Solid Dataset for Food Detection Model

Hello all

I am relatively new to ML and Object Detection and would love to get some insights on what is a good dataset for my desired model.

I am trying to train an object detection model for the following products:

I will be using a camera that is filming a flat surface from above at a distance of about 0.5-1 metre. It should simualate a checkout, meaning that “customers” can purchase any combination of these products.

Since I am quite unsure about the best approach for a solid dataset I would appreciate any response on the following questions:

  1. Is it better to only provide pictures where all of the products are visible, or should I also provide images with only one product in it? Or should I mix it up with a specific ration of images with all products in it / images with only one product in it?

  2. If the objects to detect are always placed on the same flat surface, is it needed/a good idea to provide images to the dataset that show the objects on different backgrounds?

  3. How many images will I roughly need? I was told that a good rule of thumb is to provide 1-2k pictures per product. This somewhat interfers with my first questions. Should I provide pictures per product or pictures with all products in them.

  4. Right now I am using a Roboflow trials account that is locked to a duplication of 5x for a dataset. It states that more duplications require an upgrade. What upgrade do i need to unlock these? Is it the normal monthly subscription?

  5. Is it better to provide more “raw” images or does the duplication of the uploaded images a better job at providing useful images for the dataset, rather than just uploading more images on my own?

  6. My plan is to train the model on my local machine, since I have read, that there is no possibility to directly download a trained model from roboflow? The model needs to run on an offline device.

I would really appreciate if you could give me a rough estimation of what / how many raw pictures I should provide to the dataset. Maybe there is even a good choice of preprocessing / augmentation steps I should use for this specific usecase?

Any help is appreciated
Thanks a lot

Greetings

  • Project Type: Object Detection

Hi @FoodDetection - thanks for posting!

Responses below:

  1. Is it better to only provide pictures where all of the products are visible, or should I also provide images with only one product in it? Or should I mix it up with a specific ration of images with all products in it / images with only one product in it?

The two golden rules of computer vision: 1) If a human can see it, so can a model. 2) Your training data should look like your production data. To that end, I suggest you use the same set of cameras / camera angles / locations as you expect your model to see in the wild. Generally, more variance is good.

  1. If the objects to detect are always placed on the same flat surface, is it needed/a good idea to provide images to the dataset that show the objects on different backgrounds?

If the images will always be on the same flat surface, you don’t need to vary the backgrounds. However, it may help improve the robustness of the model (e.g., if lighting or other contexts change).

  1. How many images will I roughly need? I was told that a good rule of thumb is to provide 1-2k pictures per product. This somewhat interfers with my first questions. Should I provide pictures per product or pictures with all products in them.

If you are only looking at these objects on the same consistent background, I could see ~2,000 well-varied images total being fine. Make sure to use different lighting and contexts. My advice is always to start small (try training on ~200 images) to get a sense of how your model improves with increased sample size. You can also use your early models to pre-label new images.

  1. Right now I am using a Roboflow trials account that is locked to a duplication of 5x for a dataset. It states that more duplications require an upgrade. What upgrade do i need to unlock these? Is it the normal monthly subscription?

We can provide more variants per image after you purchase a starter plan; just shoot us an email at starter-plan@roboflow.com once you upgrade and we’ll let you test it out. Generally, going more than 5x will overfit your model. However, if you have an extremely constrained environment you want to run the model in, overfitting might not be horrible.

  1. Is it better to provide more “raw” images or does the duplication of the uploaded images a better job at providing useful images for the dataset, rather than just uploading more images on my own?

Raw images are always going to improve model performance more than duplicats / augments.

  1. My plan is to train the model on my local machine, since I have read, that there is no possibility to directly download a trained model from roboflow? The model needs to run on an offline device.

You can run models from Roboflow on your own device! Check out inference.roboflow.com

I would really appreciate if you could give me a rough estimation of what / how many raw pictures I should provide to the dataset. Maybe there is even a good choice of preprocessing / augmentation steps I should use for this specific usecase?

Again, my advice is to start at 200, train a model quickly, and add more images as you need. You may need to get to ~2,000 well-labeled images to get a model that works without common errors. This is assuming you are only detecting the images in question from the angle / background you’re showing.

Hey @Jacob_Witt

Thank you for your response. Your explanations really helped a lot.

Just for clarification:
I should provide roughly 2000 raw images by myself- correct?
And then do a 5x, so that i end up with ~10k images?

Thank you for your help.

I wouldn’t even count the augmented images together with your source images - they do not provide nearly as much incremental value to your model.

Yes, you should aim for 2,000 raw images, but start training on ~200. I suggest experimenting with no augs / some augs / many augs to see what works best.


Take every line from the listing below that contains "will".
Provided data Block Start
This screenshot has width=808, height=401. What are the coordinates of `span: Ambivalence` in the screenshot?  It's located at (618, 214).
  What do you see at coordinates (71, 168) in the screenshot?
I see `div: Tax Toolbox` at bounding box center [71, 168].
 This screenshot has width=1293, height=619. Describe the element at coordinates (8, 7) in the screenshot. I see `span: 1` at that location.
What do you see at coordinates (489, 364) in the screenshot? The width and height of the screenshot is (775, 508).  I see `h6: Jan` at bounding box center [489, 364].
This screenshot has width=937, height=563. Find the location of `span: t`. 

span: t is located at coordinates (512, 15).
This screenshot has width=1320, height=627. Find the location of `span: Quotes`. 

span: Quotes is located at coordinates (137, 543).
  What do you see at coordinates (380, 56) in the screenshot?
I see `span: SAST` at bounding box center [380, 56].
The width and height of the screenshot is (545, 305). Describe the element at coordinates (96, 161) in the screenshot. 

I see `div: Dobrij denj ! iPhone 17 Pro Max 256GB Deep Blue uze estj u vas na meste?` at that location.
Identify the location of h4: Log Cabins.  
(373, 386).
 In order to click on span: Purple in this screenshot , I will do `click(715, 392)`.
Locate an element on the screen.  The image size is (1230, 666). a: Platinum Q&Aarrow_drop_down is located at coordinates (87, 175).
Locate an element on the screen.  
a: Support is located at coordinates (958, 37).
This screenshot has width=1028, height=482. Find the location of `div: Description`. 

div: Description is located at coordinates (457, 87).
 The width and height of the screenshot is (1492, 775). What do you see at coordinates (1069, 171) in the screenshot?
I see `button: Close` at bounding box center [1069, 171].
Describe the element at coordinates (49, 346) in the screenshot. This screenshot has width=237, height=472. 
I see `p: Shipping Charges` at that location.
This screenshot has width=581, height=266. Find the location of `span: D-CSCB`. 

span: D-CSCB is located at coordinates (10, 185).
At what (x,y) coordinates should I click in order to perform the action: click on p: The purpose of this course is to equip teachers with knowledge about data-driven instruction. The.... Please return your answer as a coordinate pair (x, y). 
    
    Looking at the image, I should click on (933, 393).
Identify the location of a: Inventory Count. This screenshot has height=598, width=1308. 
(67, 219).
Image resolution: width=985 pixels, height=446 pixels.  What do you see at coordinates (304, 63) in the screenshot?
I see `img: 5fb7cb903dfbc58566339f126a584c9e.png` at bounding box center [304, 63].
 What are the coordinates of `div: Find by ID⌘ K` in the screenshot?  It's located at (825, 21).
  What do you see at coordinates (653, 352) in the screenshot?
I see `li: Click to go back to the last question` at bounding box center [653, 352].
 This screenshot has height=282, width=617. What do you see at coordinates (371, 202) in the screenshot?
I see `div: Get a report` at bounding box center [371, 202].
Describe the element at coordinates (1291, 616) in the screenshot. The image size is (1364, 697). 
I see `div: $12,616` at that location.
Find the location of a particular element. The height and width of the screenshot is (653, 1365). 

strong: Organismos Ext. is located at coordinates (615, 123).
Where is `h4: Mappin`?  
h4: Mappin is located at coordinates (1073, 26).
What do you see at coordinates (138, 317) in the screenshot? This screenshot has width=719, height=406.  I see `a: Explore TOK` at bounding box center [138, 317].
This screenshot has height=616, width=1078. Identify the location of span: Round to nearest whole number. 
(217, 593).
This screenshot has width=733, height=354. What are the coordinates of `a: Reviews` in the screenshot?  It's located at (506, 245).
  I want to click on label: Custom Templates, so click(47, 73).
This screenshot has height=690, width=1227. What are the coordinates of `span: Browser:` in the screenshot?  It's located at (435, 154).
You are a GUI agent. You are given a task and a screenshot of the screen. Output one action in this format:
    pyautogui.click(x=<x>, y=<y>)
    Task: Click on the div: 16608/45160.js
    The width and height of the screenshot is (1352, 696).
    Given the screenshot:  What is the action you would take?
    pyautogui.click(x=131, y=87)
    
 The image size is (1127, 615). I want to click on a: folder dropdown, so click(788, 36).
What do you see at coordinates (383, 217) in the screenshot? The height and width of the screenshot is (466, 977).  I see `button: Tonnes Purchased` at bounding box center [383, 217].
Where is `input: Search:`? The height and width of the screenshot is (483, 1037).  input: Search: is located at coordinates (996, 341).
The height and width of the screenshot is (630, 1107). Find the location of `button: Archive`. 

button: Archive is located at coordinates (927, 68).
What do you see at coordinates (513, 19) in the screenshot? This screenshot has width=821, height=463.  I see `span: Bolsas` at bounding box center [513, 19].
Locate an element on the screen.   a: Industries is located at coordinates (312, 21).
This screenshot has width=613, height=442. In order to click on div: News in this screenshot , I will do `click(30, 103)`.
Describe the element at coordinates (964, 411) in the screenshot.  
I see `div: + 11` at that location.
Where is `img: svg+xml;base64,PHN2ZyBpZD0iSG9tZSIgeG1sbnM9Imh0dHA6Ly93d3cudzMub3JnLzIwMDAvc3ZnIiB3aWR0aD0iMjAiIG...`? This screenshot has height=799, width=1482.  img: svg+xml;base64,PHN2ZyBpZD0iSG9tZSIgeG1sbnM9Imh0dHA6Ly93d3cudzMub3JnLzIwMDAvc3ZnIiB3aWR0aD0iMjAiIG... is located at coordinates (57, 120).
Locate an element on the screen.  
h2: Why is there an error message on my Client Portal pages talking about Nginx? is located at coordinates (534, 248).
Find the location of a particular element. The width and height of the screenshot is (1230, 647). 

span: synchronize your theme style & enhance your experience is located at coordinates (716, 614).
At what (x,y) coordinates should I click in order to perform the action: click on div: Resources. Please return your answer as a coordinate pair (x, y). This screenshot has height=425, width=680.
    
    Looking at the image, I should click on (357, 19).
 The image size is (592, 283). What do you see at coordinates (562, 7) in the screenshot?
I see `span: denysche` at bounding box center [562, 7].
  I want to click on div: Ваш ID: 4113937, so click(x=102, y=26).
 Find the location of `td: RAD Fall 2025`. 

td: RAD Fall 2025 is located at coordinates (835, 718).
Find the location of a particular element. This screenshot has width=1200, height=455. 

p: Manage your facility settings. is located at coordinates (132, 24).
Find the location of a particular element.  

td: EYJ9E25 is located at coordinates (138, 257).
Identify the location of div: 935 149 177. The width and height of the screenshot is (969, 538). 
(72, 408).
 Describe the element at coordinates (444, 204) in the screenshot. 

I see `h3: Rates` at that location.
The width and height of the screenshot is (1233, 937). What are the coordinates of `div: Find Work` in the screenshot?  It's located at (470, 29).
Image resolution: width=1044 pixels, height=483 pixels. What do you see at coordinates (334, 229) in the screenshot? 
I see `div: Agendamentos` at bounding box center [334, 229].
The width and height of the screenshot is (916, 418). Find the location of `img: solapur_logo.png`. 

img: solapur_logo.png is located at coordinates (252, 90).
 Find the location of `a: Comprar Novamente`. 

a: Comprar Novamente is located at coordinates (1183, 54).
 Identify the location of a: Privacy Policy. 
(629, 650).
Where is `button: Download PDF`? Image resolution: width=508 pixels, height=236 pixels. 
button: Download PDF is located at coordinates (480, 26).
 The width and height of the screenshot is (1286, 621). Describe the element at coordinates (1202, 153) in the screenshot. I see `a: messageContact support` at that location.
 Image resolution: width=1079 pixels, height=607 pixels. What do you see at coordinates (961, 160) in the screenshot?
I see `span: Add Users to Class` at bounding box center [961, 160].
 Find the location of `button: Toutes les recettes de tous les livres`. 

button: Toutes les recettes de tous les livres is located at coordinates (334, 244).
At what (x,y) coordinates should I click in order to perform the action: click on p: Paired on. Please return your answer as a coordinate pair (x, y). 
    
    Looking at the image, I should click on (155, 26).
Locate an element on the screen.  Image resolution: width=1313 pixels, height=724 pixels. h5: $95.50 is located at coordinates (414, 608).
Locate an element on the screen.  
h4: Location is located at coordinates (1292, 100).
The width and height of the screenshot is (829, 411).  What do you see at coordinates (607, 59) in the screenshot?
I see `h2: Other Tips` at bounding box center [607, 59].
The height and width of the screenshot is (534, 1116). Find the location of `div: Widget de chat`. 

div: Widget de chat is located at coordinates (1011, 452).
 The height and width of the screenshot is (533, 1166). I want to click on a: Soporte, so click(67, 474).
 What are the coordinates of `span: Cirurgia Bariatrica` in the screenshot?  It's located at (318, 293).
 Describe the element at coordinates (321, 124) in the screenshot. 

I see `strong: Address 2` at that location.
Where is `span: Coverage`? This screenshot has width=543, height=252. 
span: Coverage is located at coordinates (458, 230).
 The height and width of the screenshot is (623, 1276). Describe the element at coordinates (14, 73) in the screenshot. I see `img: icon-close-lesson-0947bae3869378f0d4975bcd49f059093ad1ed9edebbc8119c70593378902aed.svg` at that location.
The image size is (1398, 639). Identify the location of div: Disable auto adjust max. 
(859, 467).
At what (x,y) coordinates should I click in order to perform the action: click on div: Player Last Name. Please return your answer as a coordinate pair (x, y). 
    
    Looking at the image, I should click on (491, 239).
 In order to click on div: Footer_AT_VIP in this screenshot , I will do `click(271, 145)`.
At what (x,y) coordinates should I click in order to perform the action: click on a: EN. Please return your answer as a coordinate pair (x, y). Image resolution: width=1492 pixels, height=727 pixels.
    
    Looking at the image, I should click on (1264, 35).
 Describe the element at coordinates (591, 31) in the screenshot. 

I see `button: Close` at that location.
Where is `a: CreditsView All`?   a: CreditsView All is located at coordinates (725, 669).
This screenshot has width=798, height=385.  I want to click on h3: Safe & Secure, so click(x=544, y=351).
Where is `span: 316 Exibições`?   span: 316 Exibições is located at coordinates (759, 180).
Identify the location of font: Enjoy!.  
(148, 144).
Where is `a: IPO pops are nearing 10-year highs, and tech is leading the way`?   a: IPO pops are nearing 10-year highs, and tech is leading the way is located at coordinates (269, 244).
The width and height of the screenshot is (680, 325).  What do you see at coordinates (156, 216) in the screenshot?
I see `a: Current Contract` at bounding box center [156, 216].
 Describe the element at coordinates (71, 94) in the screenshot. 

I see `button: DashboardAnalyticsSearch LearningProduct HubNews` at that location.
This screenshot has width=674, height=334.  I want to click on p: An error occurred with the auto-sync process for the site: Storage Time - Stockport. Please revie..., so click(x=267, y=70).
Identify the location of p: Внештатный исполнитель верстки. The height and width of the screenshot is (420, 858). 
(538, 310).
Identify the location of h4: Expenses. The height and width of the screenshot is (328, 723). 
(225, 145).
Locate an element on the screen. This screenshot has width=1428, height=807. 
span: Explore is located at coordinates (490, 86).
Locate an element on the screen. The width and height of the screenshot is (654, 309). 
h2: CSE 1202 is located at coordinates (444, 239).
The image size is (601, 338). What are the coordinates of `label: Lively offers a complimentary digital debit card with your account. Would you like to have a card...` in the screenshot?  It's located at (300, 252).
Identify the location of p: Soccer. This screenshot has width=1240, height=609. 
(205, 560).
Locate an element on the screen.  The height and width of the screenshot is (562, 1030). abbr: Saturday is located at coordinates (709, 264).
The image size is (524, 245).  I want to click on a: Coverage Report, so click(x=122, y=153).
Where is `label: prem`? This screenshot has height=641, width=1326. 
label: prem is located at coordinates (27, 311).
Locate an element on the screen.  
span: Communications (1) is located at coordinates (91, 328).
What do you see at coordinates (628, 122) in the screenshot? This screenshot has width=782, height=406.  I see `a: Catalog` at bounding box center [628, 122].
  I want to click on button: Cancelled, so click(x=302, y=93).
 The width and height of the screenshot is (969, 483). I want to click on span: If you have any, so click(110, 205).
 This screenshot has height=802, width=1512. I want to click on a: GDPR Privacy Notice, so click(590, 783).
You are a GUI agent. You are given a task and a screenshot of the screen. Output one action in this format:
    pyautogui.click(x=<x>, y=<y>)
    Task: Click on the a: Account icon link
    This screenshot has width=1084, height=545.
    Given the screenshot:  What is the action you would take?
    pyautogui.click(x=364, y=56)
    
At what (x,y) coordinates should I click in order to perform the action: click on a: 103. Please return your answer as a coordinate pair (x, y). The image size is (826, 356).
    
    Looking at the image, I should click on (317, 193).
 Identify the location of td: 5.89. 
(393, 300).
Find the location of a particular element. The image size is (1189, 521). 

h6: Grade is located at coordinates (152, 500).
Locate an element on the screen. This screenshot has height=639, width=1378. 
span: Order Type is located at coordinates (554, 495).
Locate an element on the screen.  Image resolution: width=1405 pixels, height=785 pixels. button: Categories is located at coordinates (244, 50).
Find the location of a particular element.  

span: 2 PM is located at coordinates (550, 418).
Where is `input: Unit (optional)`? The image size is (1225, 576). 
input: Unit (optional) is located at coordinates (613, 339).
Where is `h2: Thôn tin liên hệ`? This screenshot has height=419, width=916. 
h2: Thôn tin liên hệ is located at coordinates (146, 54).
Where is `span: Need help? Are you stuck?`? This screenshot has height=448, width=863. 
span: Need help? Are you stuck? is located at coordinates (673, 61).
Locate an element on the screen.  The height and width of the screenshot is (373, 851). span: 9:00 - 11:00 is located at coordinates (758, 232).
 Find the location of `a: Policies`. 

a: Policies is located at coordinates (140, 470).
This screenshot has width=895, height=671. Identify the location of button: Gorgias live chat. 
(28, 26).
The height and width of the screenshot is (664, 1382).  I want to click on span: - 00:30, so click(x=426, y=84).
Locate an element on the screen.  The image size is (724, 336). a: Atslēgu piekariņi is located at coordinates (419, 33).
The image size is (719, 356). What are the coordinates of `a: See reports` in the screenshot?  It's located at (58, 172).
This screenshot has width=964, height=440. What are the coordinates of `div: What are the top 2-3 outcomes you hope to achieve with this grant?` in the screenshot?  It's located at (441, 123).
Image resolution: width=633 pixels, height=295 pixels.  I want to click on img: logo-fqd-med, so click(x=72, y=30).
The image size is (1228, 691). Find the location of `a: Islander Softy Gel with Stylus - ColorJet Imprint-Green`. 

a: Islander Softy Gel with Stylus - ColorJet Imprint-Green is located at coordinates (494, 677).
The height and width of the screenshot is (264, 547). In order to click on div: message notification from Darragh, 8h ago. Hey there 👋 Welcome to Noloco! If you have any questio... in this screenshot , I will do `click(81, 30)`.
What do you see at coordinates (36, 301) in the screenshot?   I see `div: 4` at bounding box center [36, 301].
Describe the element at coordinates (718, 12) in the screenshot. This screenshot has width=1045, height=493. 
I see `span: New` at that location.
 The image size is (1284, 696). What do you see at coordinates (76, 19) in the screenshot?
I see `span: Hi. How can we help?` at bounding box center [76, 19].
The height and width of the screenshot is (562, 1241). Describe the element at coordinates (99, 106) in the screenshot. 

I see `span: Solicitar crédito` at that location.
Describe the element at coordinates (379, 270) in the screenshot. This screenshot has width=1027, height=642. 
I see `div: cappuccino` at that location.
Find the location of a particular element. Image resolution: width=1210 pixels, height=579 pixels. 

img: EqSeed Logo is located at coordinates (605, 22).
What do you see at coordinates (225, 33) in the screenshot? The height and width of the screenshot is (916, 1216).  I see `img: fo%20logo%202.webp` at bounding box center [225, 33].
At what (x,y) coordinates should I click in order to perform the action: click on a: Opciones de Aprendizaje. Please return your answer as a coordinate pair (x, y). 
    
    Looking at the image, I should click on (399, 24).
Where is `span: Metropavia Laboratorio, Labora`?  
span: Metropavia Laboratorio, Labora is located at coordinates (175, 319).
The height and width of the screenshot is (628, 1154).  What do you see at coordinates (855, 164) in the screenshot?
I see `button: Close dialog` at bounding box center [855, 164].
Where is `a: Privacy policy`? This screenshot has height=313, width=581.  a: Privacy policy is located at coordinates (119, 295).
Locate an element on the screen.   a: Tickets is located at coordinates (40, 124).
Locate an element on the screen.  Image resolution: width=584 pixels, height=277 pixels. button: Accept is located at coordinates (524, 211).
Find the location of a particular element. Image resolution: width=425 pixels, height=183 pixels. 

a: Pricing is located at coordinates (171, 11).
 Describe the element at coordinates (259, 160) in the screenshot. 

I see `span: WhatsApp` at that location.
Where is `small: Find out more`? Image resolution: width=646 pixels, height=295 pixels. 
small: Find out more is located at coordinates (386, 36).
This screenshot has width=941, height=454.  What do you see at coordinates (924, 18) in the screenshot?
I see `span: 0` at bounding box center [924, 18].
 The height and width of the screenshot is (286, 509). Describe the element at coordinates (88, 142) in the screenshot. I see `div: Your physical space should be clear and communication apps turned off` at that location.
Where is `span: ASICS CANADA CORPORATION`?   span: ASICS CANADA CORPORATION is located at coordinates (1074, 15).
Provided data Block End
* _Task response_:
 In order to click on span: Purple in this screenshot , I will do `click(715, 392)`.
This screenshot has width=613, height=442. In order to click on div: News in this screenshot , I will do `click(30, 103)`.
 In order to click on div: Footer_AT_VIP in this screenshot , I will do `click(271, 145)`.
The height and width of the screenshot is (264, 547). In order to click on div: message notification from Darragh, 8h ago. Hey there 👋 Welcome to Noloco! If you have any questio... in this screenshot , I will do `click(81, 30)`.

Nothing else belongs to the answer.